Firstly, well done on all your hard work! I’m very excited to see how this will work out.
Secondly, I know that this might be best after the vote, but don’t forget to take advantage of community support.
I’m sure that if you set up a Kickstarter or similar, that people would donate to it, now that you’ve proven your ability to deliver.
I also believe that, given how many programmers we have here, many people will want to make contributions to the codebase. My understanding was that this wasn’t really happening before: a) Because the old code base was extremely difficult to get up and running/messy b) Because it wasn’t clear who to talk to if you wanted to know if your changes were likely to be approved if you made them.
It looks like a) has been solved, if you also improve b), then I expect a bunch of people will want to contribute.
I’m going to write a top level post at some point (hopefully soon) but in the meantime I’d like to suggest the content in the original post and comments be combined into a wiki. There’s a lot of information here about LW 2.0 which I wasn’t previously aware of and significantly boosted my confidence in the project.
A wiki feels too high of a barrier to entry to me, though maybe there are some cool new wiki softwares that are better than what I remember.
For now I feel like having an about page on LessWrong that has links to all the posts, and tries to summarize the state of discussion and information is the better choice, until we reach the stage where LW gets a lot more open-source engagement and is being owned more by a large community again.
Seconding SaidAchmiz on pmwiki, it’s what we use for our research project on effective online organizing and it works wonders. It’s also how I plan to host and edit the 2017 survey results.
As far as the high barrier to entry goes, I’ll repeat here my previous offer to set up a high quality instance of pmwiki and populate it with a reasonable set of initial content—for free. I believe this is sufficiently important that if the issue is you just don’t have the capacity to get things started I’m fully willing to help on that front.
Firstly, well done on all your hard work! I’m very excited to see how this will work out.
Secondly, I know that this might be best after the vote, but don’t forget to take advantage of community support.
I’m sure that if you set up a Kickstarter or similar, that people would donate to it, now that you’ve proven your ability to deliver.
I also believe that, given how many programmers we have here, many people will want to make contributions to the codebase. My understanding was that this wasn’t really happening before: a) Because the old code base was extremely difficult to get up and running/messy b) Because it wasn’t clear who to talk to if you wanted to know if your changes were likely to be approved if you made them.
It looks like a) has been solved, if you also improve b), then I expect a bunch of people will want to contribute.
I’m going to write a top level post at some point (hopefully soon) but in the meantime I’d like to suggest the content in the original post and comments be combined into a wiki. There’s a lot of information here about LW 2.0 which I wasn’t previously aware of and significantly boosted my confidence in the project.
A wiki feels too high of a barrier to entry to me, though maybe there are some cool new wiki softwares that are better than what I remember.
For now I feel like having an about page on LessWrong that has links to all the posts, and tries to summarize the state of discussion and information is the better choice, until we reach the stage where LW gets a lot more open-source engagement and is being owned more by a large community again.
Seconding SaidAchmiz on pmwiki, it’s what we use for our research project on effective online organizing and it works wonders. It’s also how I plan to host and edit the 2017 survey results.
As far as the high barrier to entry goes, I’ll repeat here my previous offer to set up a high quality instance of pmwiki and populate it with a reasonable set of initial content—for free. I believe this is sufficiently important that if the issue is you just don’t have the capacity to get things started I’m fully willing to help on that front.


TASK PROMPT
What's wanted is the full listing, reproduced exactly.

DATA UNDER STUDY
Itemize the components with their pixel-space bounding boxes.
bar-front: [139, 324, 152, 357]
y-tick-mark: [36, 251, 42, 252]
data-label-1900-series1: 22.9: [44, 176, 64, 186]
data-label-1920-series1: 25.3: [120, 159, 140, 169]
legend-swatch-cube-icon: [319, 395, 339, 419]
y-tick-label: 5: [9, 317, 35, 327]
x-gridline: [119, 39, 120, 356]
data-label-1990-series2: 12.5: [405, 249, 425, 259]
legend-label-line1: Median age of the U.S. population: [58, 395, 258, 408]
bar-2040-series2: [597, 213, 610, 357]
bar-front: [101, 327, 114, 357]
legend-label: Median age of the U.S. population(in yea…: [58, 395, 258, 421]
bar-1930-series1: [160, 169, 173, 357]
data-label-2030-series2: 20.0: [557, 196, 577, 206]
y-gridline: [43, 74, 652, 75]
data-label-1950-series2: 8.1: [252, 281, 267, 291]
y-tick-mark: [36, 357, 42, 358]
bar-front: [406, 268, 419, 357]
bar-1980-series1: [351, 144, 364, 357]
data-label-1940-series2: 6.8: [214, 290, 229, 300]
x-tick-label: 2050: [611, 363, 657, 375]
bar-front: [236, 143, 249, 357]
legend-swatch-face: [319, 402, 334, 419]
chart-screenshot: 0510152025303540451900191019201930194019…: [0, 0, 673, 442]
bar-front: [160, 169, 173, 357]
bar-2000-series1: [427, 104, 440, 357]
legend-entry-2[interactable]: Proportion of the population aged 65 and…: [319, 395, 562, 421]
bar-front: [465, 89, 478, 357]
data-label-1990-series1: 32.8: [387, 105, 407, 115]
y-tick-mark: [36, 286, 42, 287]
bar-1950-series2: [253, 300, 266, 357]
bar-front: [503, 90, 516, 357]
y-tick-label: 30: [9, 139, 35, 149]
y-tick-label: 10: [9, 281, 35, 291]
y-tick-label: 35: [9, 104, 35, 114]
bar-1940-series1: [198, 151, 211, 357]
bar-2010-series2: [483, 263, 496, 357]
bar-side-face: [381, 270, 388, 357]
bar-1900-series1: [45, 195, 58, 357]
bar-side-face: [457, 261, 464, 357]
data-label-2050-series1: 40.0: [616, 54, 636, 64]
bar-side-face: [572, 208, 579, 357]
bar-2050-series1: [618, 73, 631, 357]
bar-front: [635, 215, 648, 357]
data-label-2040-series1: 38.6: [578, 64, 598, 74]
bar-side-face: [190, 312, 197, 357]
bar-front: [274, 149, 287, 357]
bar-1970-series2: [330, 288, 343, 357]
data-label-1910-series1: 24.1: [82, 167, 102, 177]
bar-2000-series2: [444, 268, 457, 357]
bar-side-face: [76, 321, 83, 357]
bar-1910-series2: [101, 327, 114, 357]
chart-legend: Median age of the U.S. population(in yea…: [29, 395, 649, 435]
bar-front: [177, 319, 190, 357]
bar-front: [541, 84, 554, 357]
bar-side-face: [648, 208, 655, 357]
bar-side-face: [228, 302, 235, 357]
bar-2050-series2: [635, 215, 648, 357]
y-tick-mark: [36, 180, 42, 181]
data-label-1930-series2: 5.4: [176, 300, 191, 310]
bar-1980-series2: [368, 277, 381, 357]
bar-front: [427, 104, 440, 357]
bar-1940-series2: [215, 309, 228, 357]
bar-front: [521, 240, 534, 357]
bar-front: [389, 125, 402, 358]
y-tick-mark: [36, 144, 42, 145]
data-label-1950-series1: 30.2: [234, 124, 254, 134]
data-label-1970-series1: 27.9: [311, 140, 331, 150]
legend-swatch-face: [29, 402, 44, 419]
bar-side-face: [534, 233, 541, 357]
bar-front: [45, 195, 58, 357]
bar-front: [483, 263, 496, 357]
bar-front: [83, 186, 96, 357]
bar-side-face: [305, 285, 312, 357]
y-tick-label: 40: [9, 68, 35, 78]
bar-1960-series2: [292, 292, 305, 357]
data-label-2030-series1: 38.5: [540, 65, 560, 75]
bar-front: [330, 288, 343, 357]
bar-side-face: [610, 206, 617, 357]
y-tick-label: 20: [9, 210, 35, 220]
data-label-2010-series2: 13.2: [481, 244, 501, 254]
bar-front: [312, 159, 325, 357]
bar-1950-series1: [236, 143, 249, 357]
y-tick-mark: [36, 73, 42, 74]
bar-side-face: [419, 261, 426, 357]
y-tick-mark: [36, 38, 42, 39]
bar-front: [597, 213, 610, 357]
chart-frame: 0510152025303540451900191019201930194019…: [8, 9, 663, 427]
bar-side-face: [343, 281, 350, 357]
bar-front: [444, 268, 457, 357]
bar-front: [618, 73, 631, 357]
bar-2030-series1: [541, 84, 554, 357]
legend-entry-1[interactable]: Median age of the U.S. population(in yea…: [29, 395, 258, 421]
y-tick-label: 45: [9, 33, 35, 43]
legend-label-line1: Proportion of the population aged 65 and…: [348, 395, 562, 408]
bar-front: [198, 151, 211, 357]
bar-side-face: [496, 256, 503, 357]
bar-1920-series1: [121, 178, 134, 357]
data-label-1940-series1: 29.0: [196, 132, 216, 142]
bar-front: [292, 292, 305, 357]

EXERCISE RESULT
Itemize the components with their pixel-space bounding boxes.
bar-front: [139, 324, 152, 357]
y-tick-mark: [36, 251, 42, 252]
data-label-1900-series1: 22.9: [44, 176, 64, 186]
data-label-1920-series1: 25.3: [120, 159, 140, 169]
legend-swatch-cube-icon: [319, 395, 339, 419]
y-tick-label: 5: [9, 317, 35, 327]
x-gridline: [119, 39, 120, 356]
data-label-1990-series2: 12.5: [405, 249, 425, 259]
legend-label-line1: Median age of the U.S. population: [58, 395, 258, 408]
bar-2040-series2: [597, 213, 610, 357]
bar-front: [101, 327, 114, 357]
legend-label: Median age of the U.S. population(in yea…: [58, 395, 258, 421]
bar-1930-series1: [160, 169, 173, 357]
data-label-2030-series2: 20.0: [557, 196, 577, 206]
y-gridline: [43, 74, 652, 75]
data-label-1950-series2: 8.1: [252, 281, 267, 291]
y-tick-mark: [36, 357, 42, 358]
bar-front: [406, 268, 419, 357]
bar-1980-series1: [351, 144, 364, 357]
data-label-1940-series2: 6.8: [214, 290, 229, 300]
x-tick-label: 2050: [611, 363, 657, 375]
bar-front: [236, 143, 249, 357]
legend-swatch-face: [319, 402, 334, 419]
chart-screenshot: 0510152025303540451900191019201930194019…: [0, 0, 673, 442]
bar-front: [160, 169, 173, 357]
bar-2000-series1: [427, 104, 440, 357]
legend-entry-2[interactable]: Proportion of the population aged 65 and…: [319, 395, 562, 421]
bar-front: [465, 89, 478, 357]
data-label-1990-series1: 32.8: [387, 105, 407, 115]
y-tick-mark: [36, 286, 42, 287]
bar-1950-series2: [253, 300, 266, 357]
bar-front: [503, 90, 516, 357]
y-tick-label: 30: [9, 139, 35, 149]
y-tick-label: 10: [9, 281, 35, 291]
y-tick-label: 35: [9, 104, 35, 114]
bar-1940-series1: [198, 151, 211, 357]
bar-2010-series2: [483, 263, 496, 357]
bar-side-face: [381, 270, 388, 357]
bar-1900-series1: [45, 195, 58, 357]
bar-side-face: [457, 261, 464, 357]
data-label-2050-series1: 40.0: [616, 54, 636, 64]
bar-side-face: [572, 208, 579, 357]
bar-2050-series1: [618, 73, 631, 357]
bar-front: [635, 215, 648, 357]
data-label-2040-series1: 38.6: [578, 64, 598, 74]
bar-side-face: [190, 312, 197, 357]
bar-front: [274, 149, 287, 357]
bar-1970-series2: [330, 288, 343, 357]
data-label-1910-series1: 24.1: [82, 167, 102, 177]
bar-2000-series2: [444, 268, 457, 357]
bar-side-face: [76, 321, 83, 357]
bar-1910-series2: [101, 327, 114, 357]
chart-legend: Median age of the U.S. population(in yea…: [29, 395, 649, 435]
bar-front: [177, 319, 190, 357]
bar-front: [541, 84, 554, 357]
bar-side-face: [648, 208, 655, 357]
bar-side-face: [228, 302, 235, 357]
bar-2050-series2: [635, 215, 648, 357]
y-tick-mark: [36, 180, 42, 181]
data-label-1930-series2: 5.4: [176, 300, 191, 310]
bar-1980-series2: [368, 277, 381, 357]
bar-front: [427, 104, 440, 357]
bar-1940-series2: [215, 309, 228, 357]
bar-front: [521, 240, 534, 357]
bar-front: [389, 125, 402, 358]
y-tick-mark: [36, 144, 42, 145]
data-label-1950-series1: 30.2: [234, 124, 254, 134]
data-label-1970-series1: 27.9: [311, 140, 331, 150]
legend-swatch-face: [29, 402, 44, 419]
bar-side-face: [534, 233, 541, 357]
bar-front: [45, 195, 58, 357]
bar-front: [483, 263, 496, 357]
bar-front: [83, 186, 96, 357]
bar-side-face: [305, 285, 312, 357]
y-tick-label: 40: [9, 68, 35, 78]
bar-1960-series2: [292, 292, 305, 357]
data-label-2030-series1: 38.5: [540, 65, 560, 75]
bar-front: [330, 288, 343, 357]
bar-side-face: [610, 206, 617, 357]
y-tick-label: 20: [9, 210, 35, 220]
data-label-2010-series2: 13.2: [481, 244, 501, 254]
bar-front: [312, 159, 325, 357]
bar-1950-series1: [236, 143, 249, 357]
y-tick-mark: [36, 73, 42, 74]
bar-side-face: [419, 261, 426, 357]
y-tick-mark: [36, 38, 42, 39]
bar-front: [597, 213, 610, 357]
chart-frame: 0510152025303540451900191019201930194019…: [8, 9, 663, 427]
bar-side-face: [343, 281, 350, 357]
bar-front: [444, 268, 457, 357]
bar-front: [618, 73, 631, 357]
bar-2030-series1: [541, 84, 554, 357]
legend-entry-1[interactable]: Median age of the U.S. population(in yea…: [29, 395, 258, 421]
y-tick-label: 45: [9, 33, 35, 43]
legend-label-line1: Proportion of the population aged 65 and…: [348, 395, 562, 408]
bar-front: [198, 151, 211, 357]
bar-side-face: [496, 256, 503, 357]
bar-1920-series1: [121, 178, 134, 357]
data-label-1940-series1: 29.0: [196, 132, 216, 142]
bar-front: [292, 292, 305, 357]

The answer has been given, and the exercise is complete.